The Cost of Good Intentions
Revisionist conservative historian Amity
Shlaes has written what purports to be a history of the Great Society. True it
is a history, but it is far from complete. Nevertheless her book offers a host
of easy to read vignettes surrounding the milieu of the 1960’s and early
1970’s. She highlights the important role UAW leader Walter Reuther played in
bringing about the civil rights revolution and the role of socialist Michael
Harrington in supplying much of the intellectual heft to the ideas Lyndon
Johnson promoted. She surprisingly offers a sympathetic portrait of the
emergence of the New Left and she is especially sympathetic to the activist
role played by Casey Hayden, Tom Hayden’s first wife.
In my opinion she spends way too much
time on the role of the Office of Economic Opportunity in promoting far left
community groups under the rubric of “maximum feasible participation.” This
front of the war on poverty ended in defeat as America’s cities exploded in
racial violence. It was the unrest at home and the growing unpopularity of the
Vietnam War that led to a Republican revival in 1966, an election she does not
mention.
However she is especially acute in her
discussion of OEO’s Legal Services Corporation which unleashed a brigade of
activist lawyers that rewrote housing, welfare and health law and spawned the
notion of the public interest law firm. She also devotes far too much effort in
discussing Nixon’s failed Family Assistance Plan while leaving out such Nixon
accomplishments of the National Environmental Policy Act, the Clean Water Act,
the Clean Air Act and the Occupational Safety and Health Act. Thus it was
Nixon, not Johnson who created the enlarged administrative state of today.
She also doesn’t really focus on
Medicare and Medicaid. It is these two entitlement programs that both improved
the health of American and are driving huge increases in federal spending
today. As was to be expected the all-in cost of these two programs has far
exceeded their initial estimates.
Shlaes offers great insight in highlighting
the importance of a now forgotten filibuster in the Senate led by Everett Dirksen.
At the height of LBJ’s power in the fall of 1965 organized labor made a big
push to eliminate Section 14B of the Taft-Hartley Act.
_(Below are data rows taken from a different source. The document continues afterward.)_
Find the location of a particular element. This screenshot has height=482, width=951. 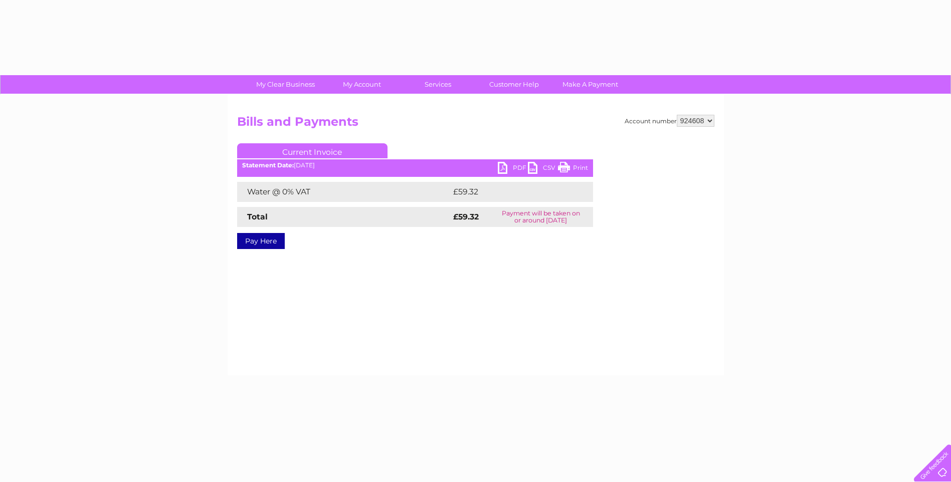

a: Services is located at coordinates (437, 84).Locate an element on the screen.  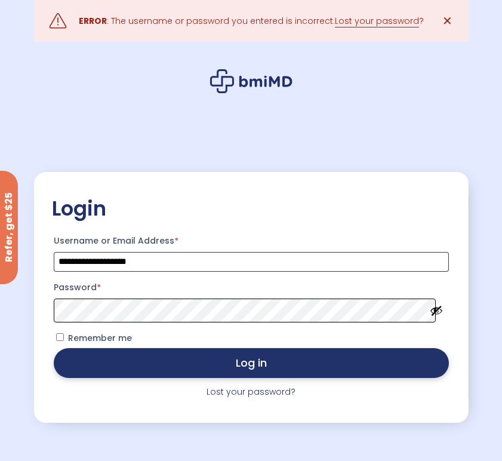
a: Lost your password? is located at coordinates (251, 391).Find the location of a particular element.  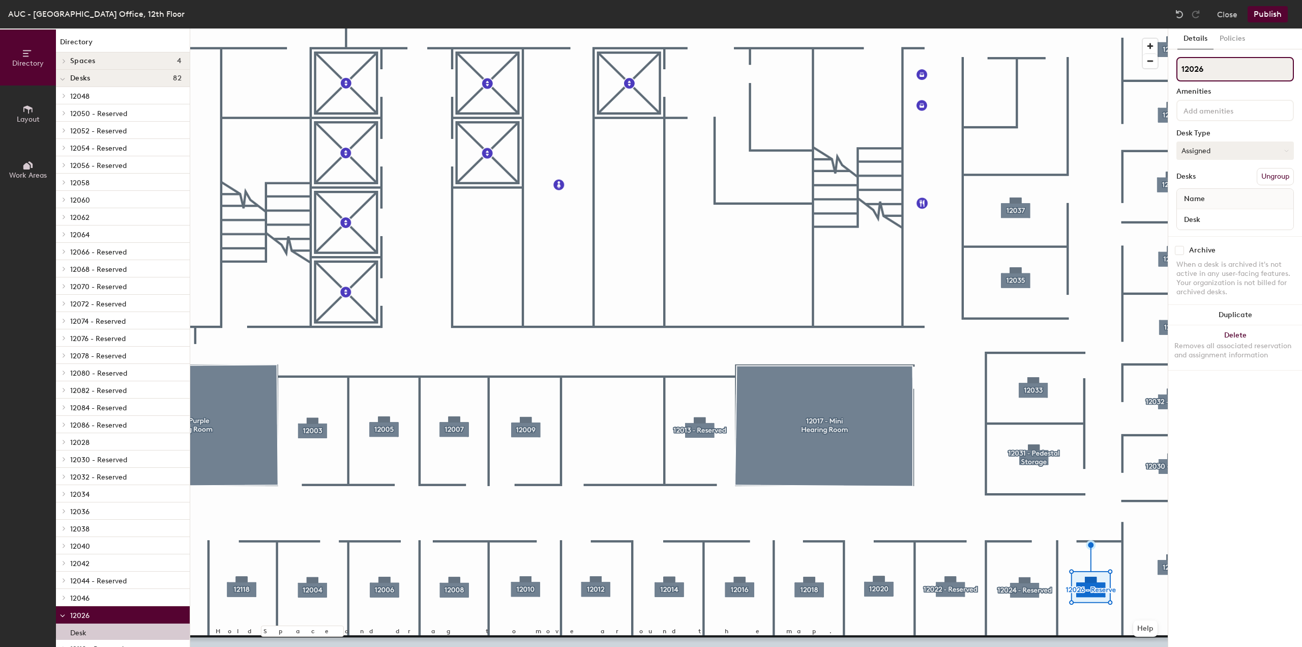

h1: Directory is located at coordinates (123, 44).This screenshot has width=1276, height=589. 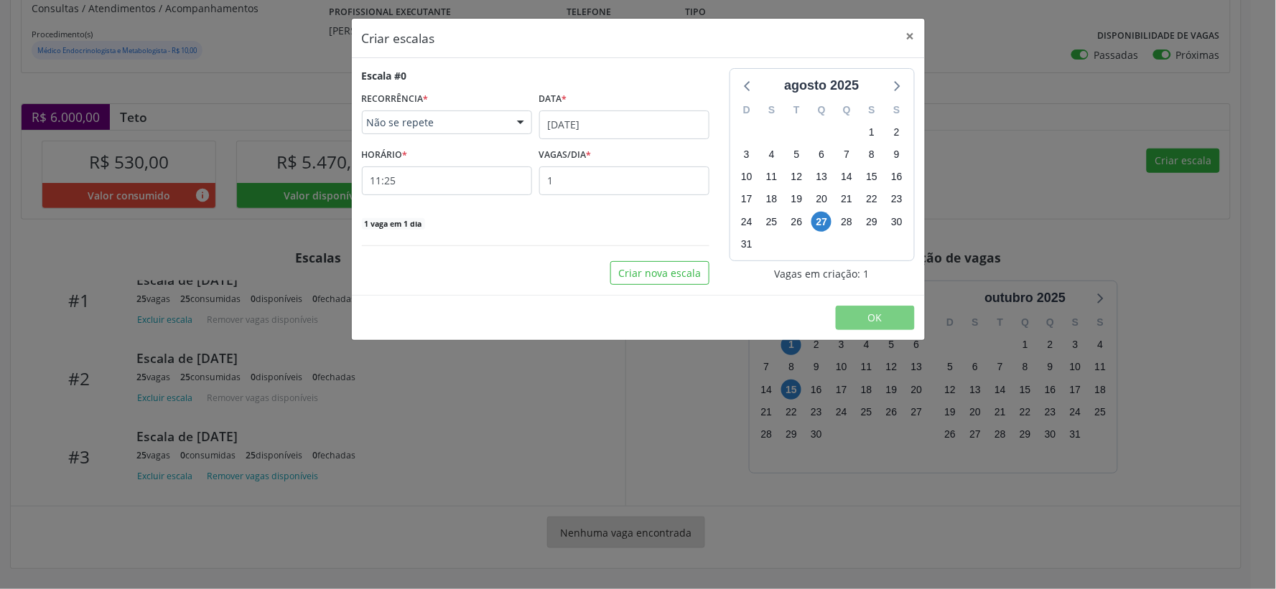 What do you see at coordinates (872, 155) in the screenshot?
I see `span: sexta-feira, 8 de agosto de 2025` at bounding box center [872, 155]. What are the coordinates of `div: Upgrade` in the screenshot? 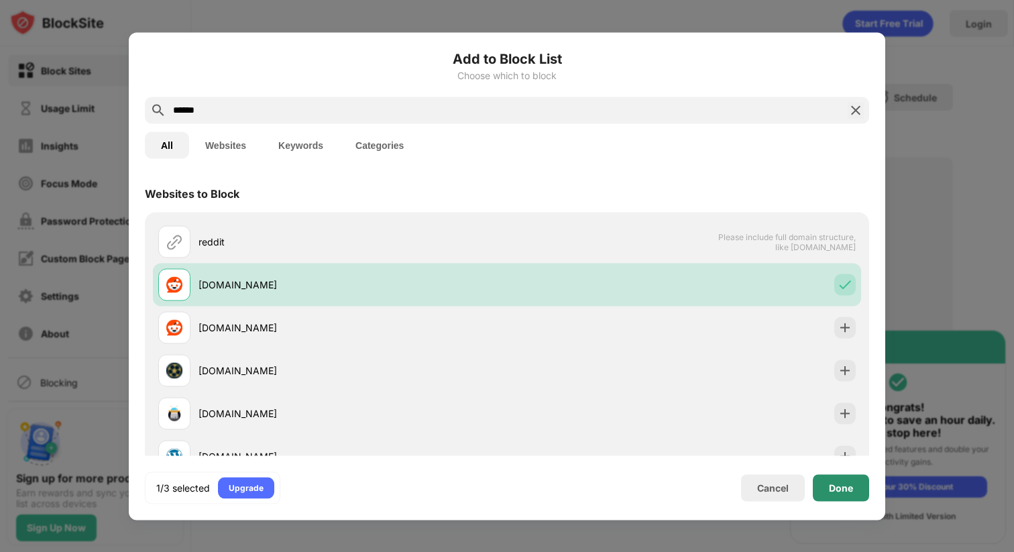 It's located at (246, 488).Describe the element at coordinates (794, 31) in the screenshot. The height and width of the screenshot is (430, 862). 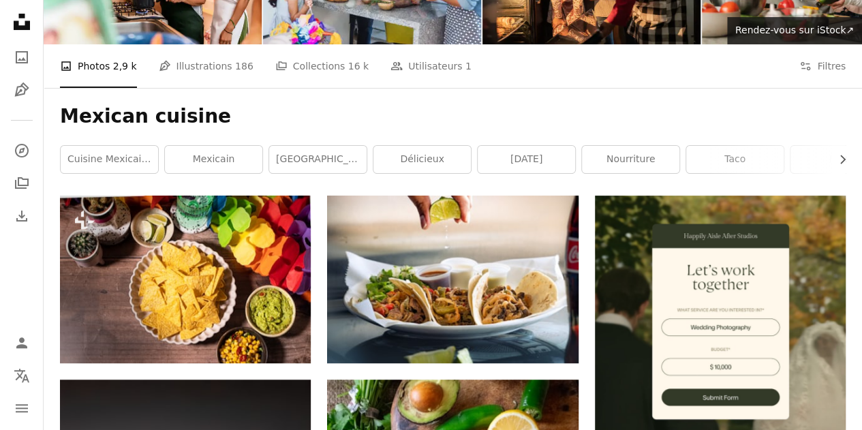
I see `a: Rendez-vous sur iStock↗` at that location. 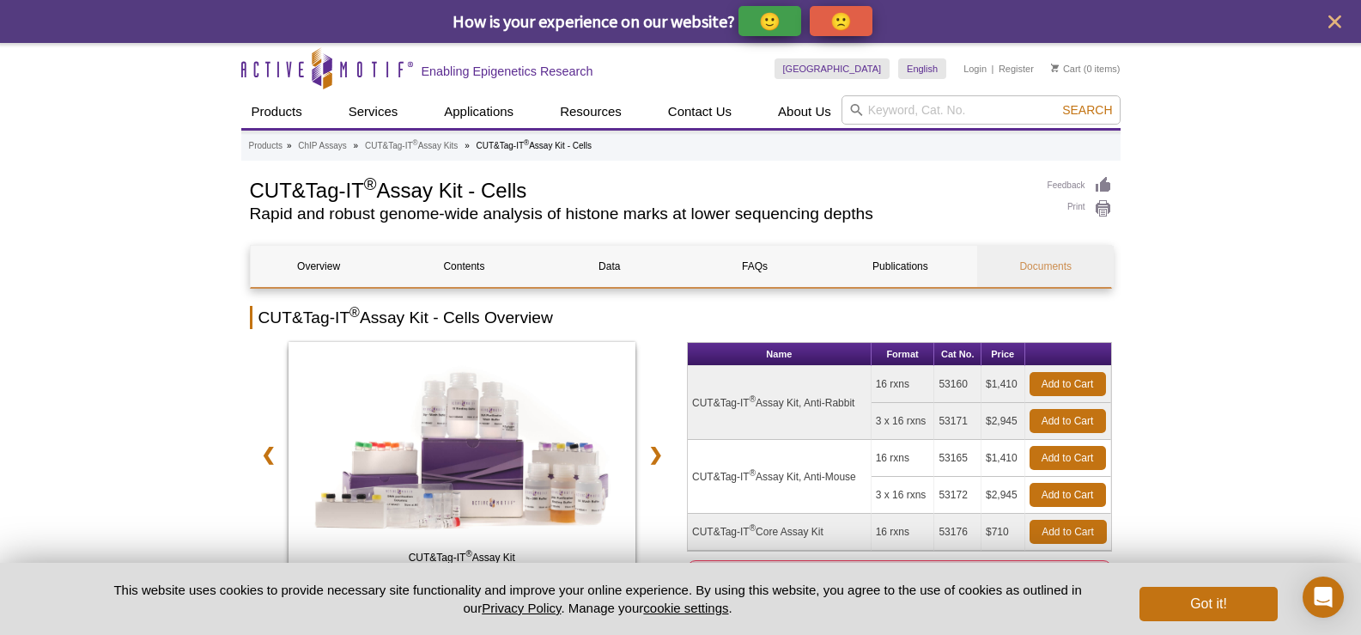 What do you see at coordinates (464, 266) in the screenshot?
I see `a: Contents` at bounding box center [464, 266].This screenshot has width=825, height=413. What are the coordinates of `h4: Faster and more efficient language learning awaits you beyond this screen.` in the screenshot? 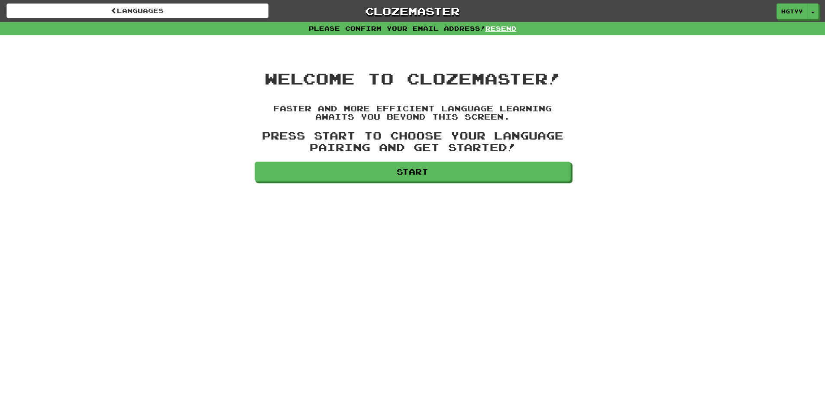 It's located at (413, 113). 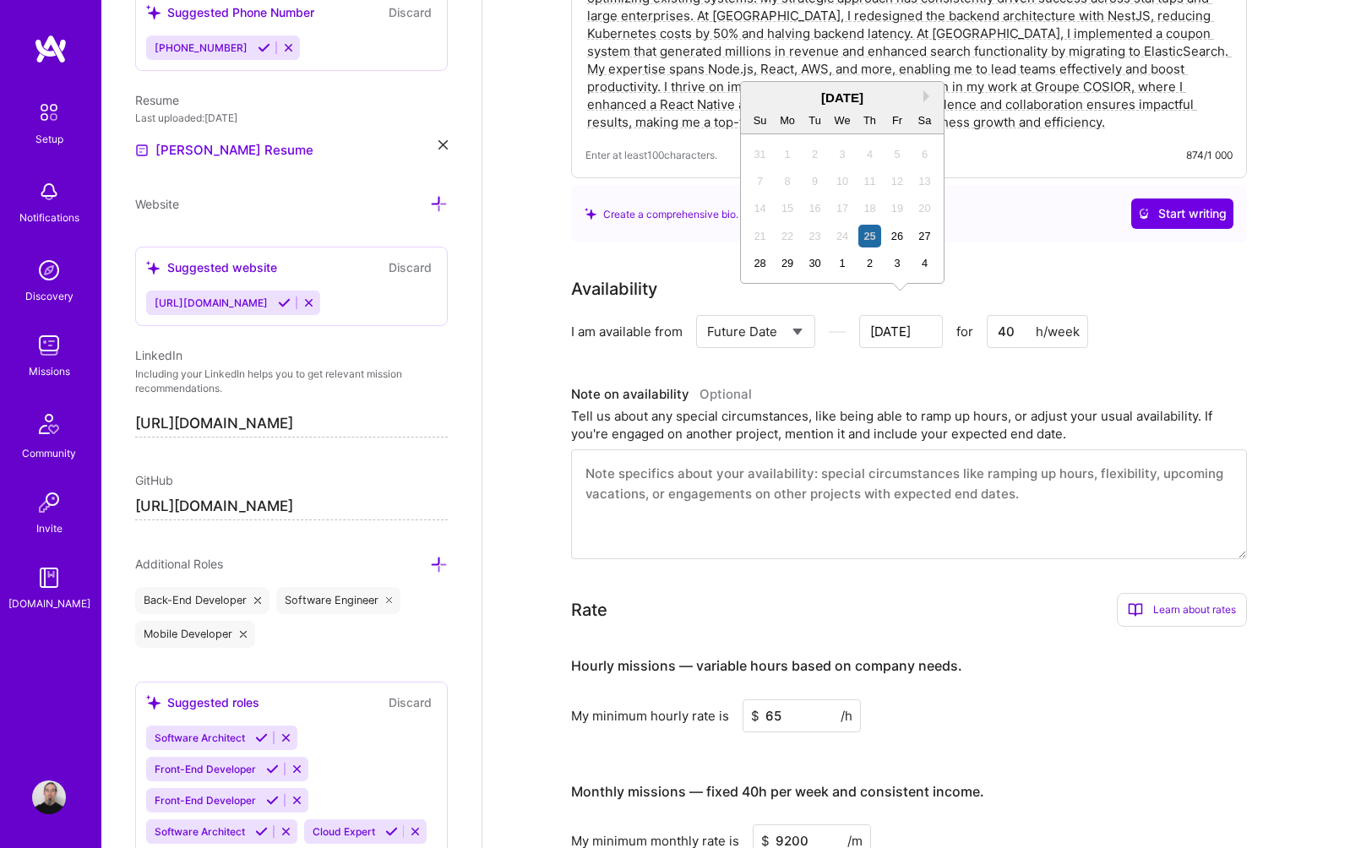 I want to click on div: Missions, so click(x=49, y=371). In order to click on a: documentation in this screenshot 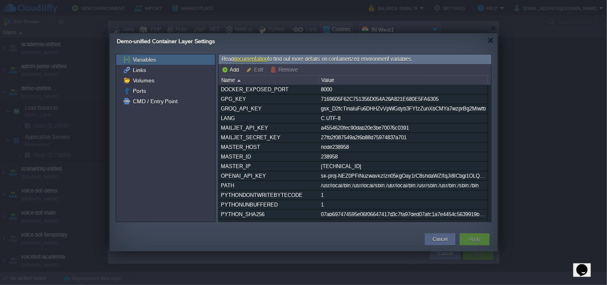, I will do `click(250, 59)`.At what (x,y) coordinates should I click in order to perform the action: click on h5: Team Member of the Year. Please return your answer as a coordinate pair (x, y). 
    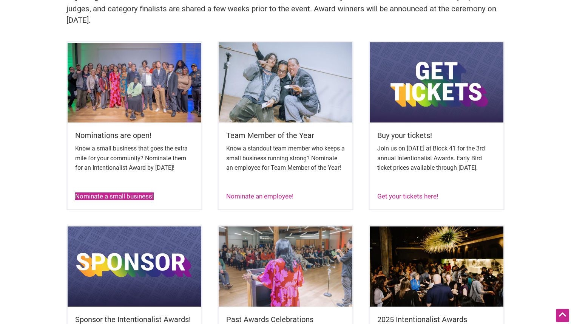
    Looking at the image, I should click on (286, 135).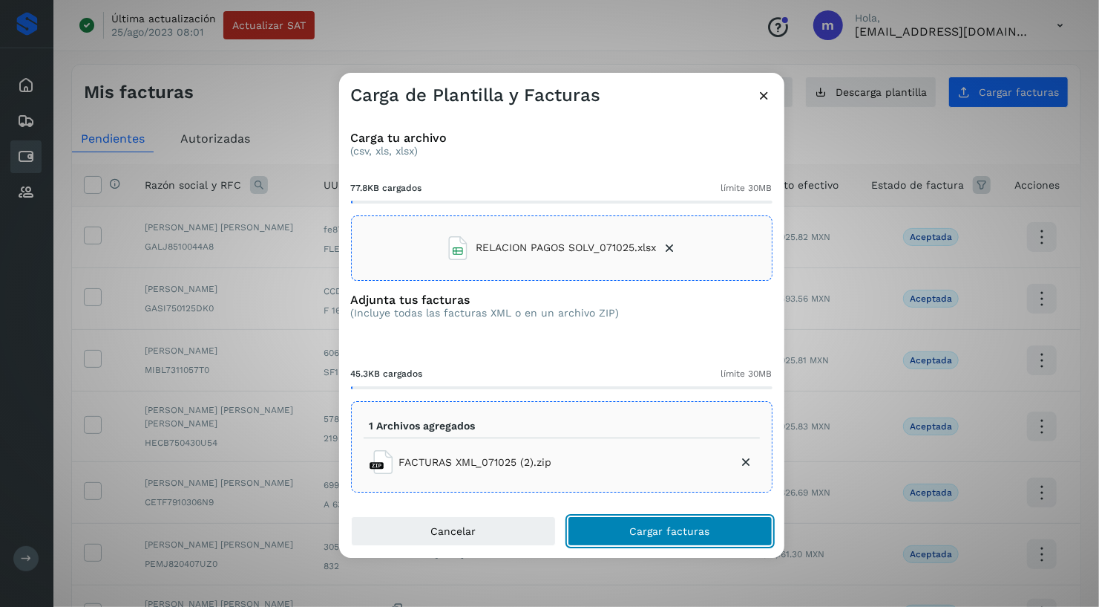  I want to click on span: Cargar facturas, so click(670, 531).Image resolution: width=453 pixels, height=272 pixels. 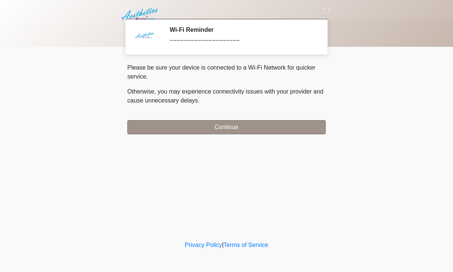 What do you see at coordinates (242, 30) in the screenshot?
I see `h2: Wi-Fi Reminder` at bounding box center [242, 30].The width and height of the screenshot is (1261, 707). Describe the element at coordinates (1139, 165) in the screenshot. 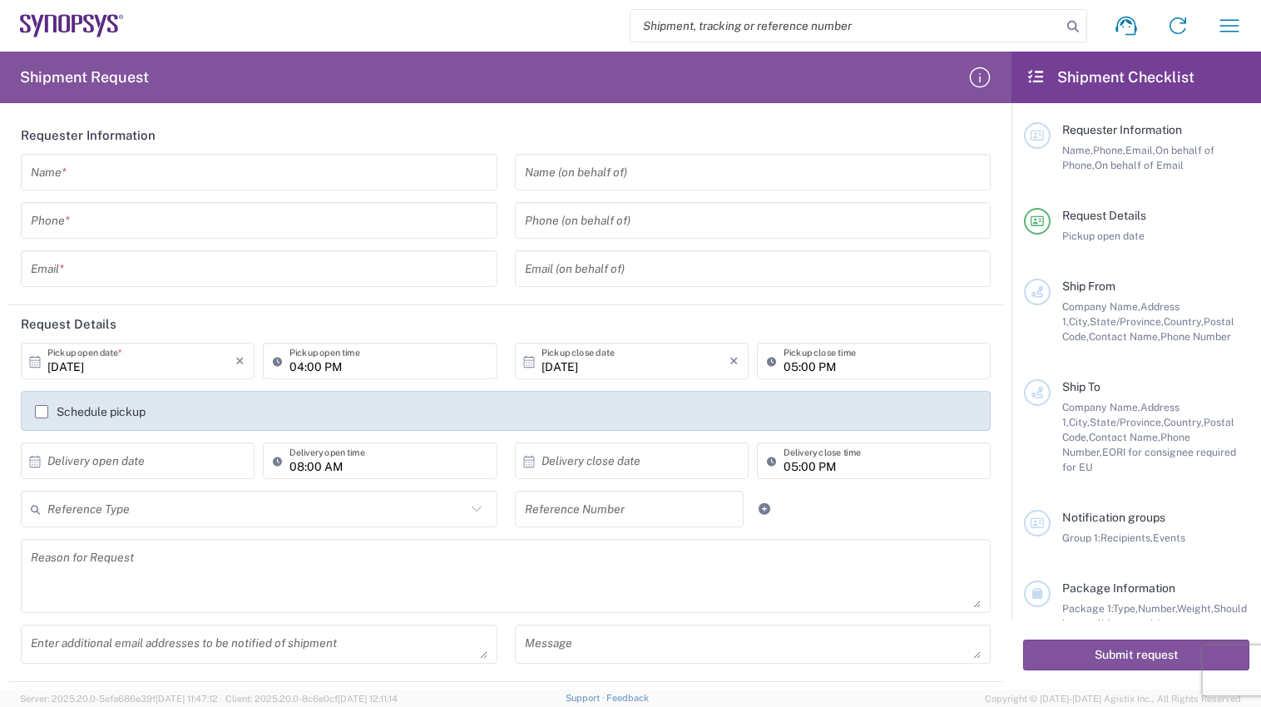

I see `span: On behalf of Email` at that location.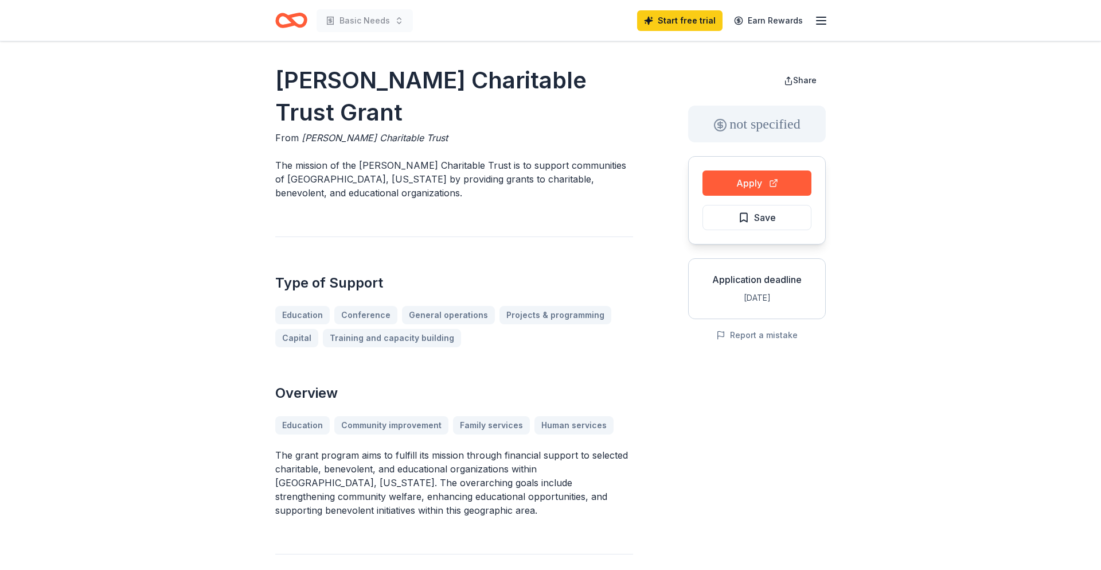 The width and height of the screenshot is (1101, 570). Describe the element at coordinates (757, 183) in the screenshot. I see `button: Apply` at that location.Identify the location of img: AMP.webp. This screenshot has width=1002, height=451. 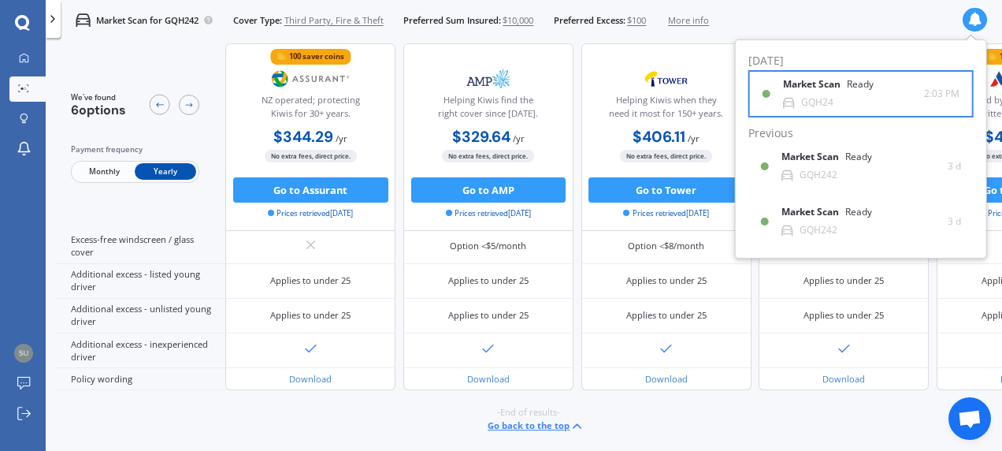
(488, 79).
That section allows
states to ban union shops and thus offering the option of becoming a “right to
work” state. That effort failed and the way was open to industrializing the
South and to the diminution of union power in the North.
To sum up Shlaes has written an
interesting and enjoyable history of the Great Society, but just remember it
will not be remembered as the definitive history of the era.